■ WORK TO COMPLETE ■
Restate the whole of the data below word for word, skipping the images.

■ RECORDS FOR PROCESSING ■
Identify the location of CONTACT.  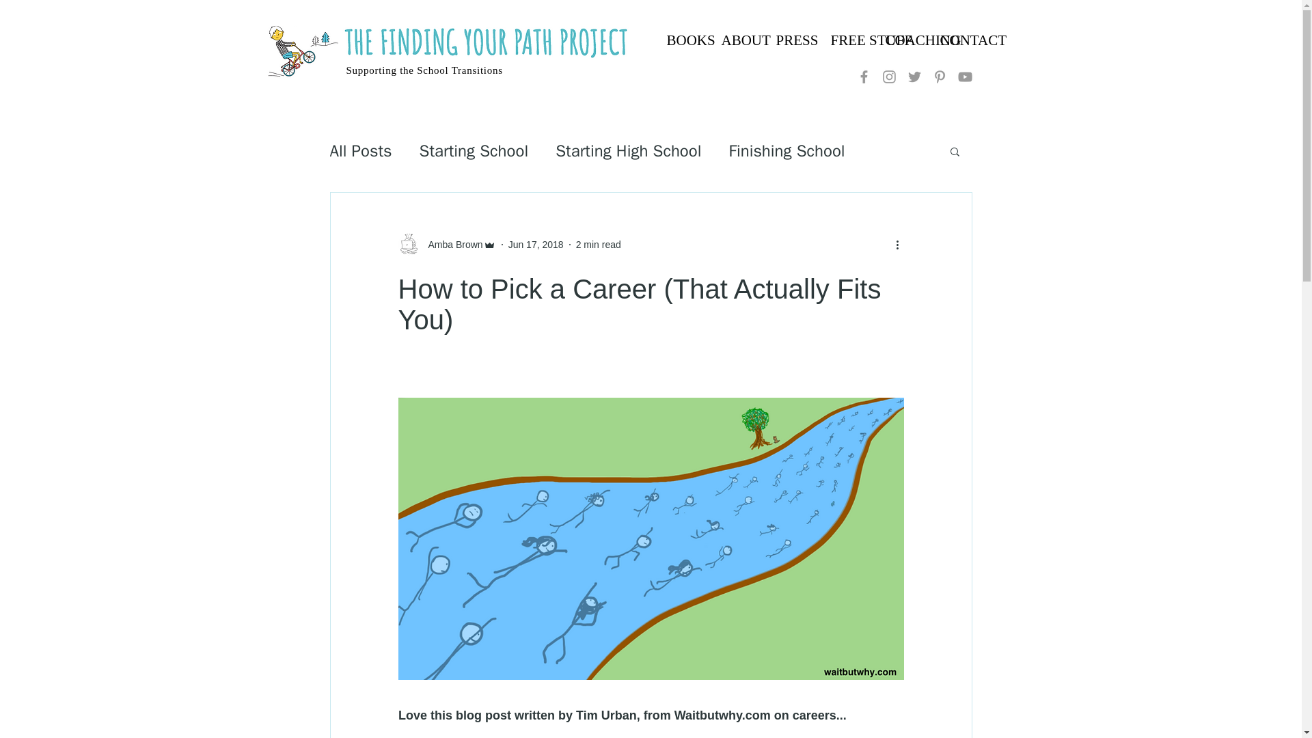
(959, 40).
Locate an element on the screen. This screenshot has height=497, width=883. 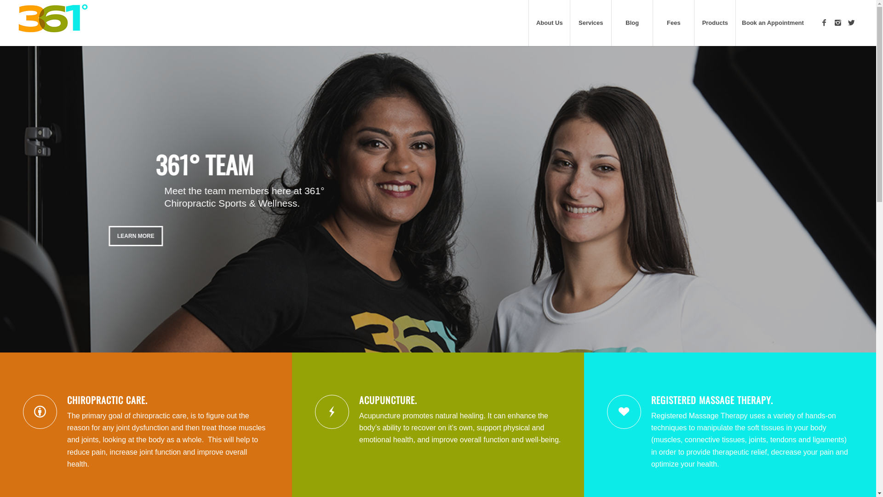
Facebook is located at coordinates (824, 23).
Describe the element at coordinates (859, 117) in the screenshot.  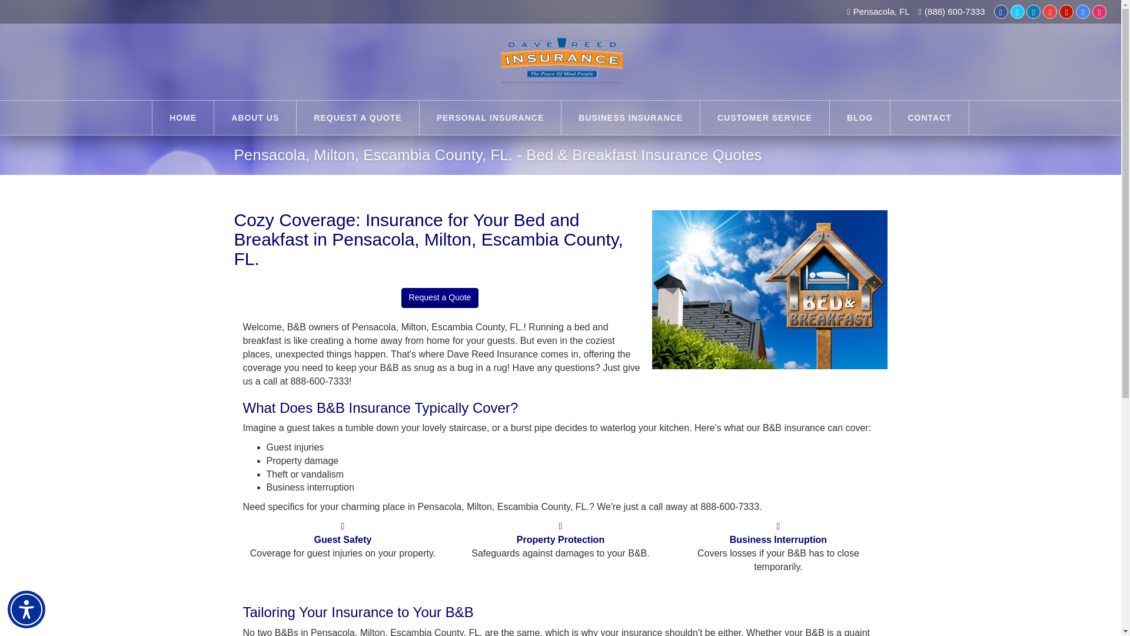
I see `BLOG` at that location.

■ RESPONSE TO THE EXERCISE ■
Identify the location of CONTACT.  
(959, 40).
Locate an element on the screen. This screenshot has height=497, width=883. 
Facebook is located at coordinates (824, 23).
Describe the element at coordinates (859, 117) in the screenshot.  
I see `BLOG` at that location.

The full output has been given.